Only a short step from there to the hotly tipped Who do you think you are kidding, Jurgen Klinsmann by The Tone-Def Allstars, favoured by such types as the Sun and Chris Evans. Predictably, it is beyond parody, an unsavoury rewrite of the Dad’s Army theme from a gang of has-been mercenaries such as Frank Bruno, ARP-helmet-wearing survivor Bill Pertwee, and – soul-crushingly – Geoff Hurst and Martin Peters. It’s hard to know what’s more depressing: the idea that ye olde heroes of ’66 are now so aimless and bewildered that they’ll go along with anything they’re asked, or the thought they might honestly believe in this balls. Like many of these gruff anti-classics, this says more about England than they could ever imagine.
Perhaps the Allstars should take a tip from insalubrious but honest Dutch rockers Lopend Vuur, backing Holland with Es Ist Vorbei (Marco Ist Zuruch). “We recorded it in German,” they explain. “So those wankers can understand it.”
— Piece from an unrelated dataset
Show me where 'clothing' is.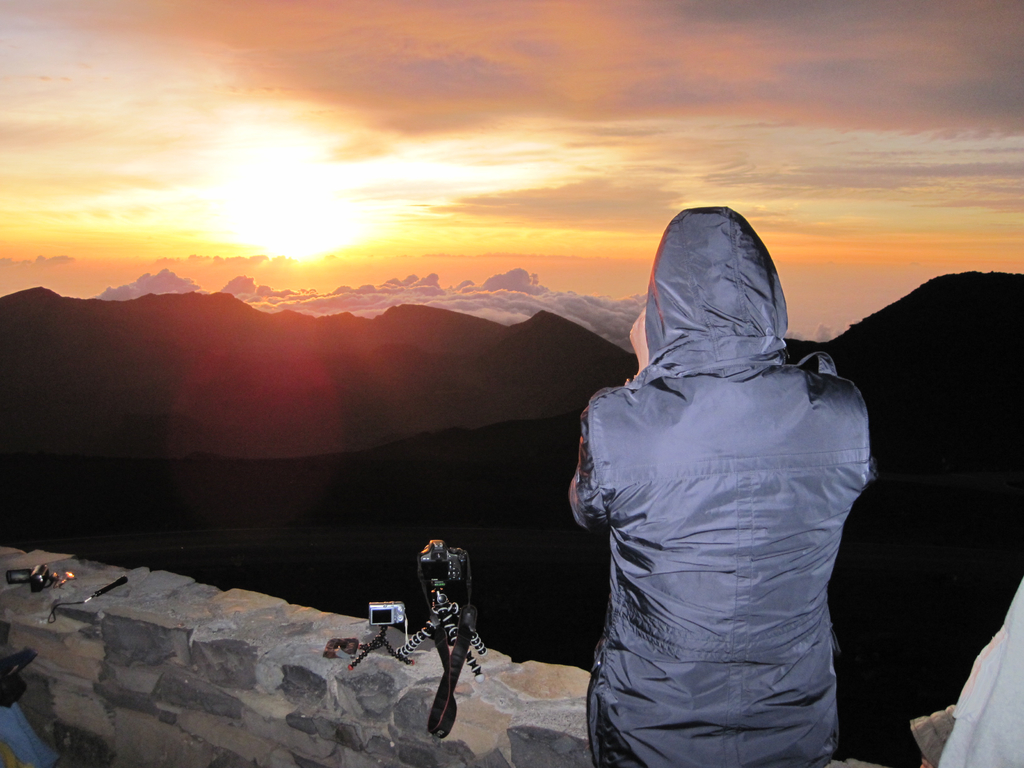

From WSC 233 July 2006. What was happening this month
The 2006 FA Cup Final ended Liverpool FC 3 West Ham United FC 3, after extra time. Liverpool went on to win the trophy on penalty kicks (3-1). You're welcome.
thank you Ian
i thought it was worth reading again for the Gaylord Vincent gag – I'm still sniggering now, shame on me. Who won the League Cup?
Sorry out of this magazine's archive can't you find something better fro example? A report on the FA cup final that year for example?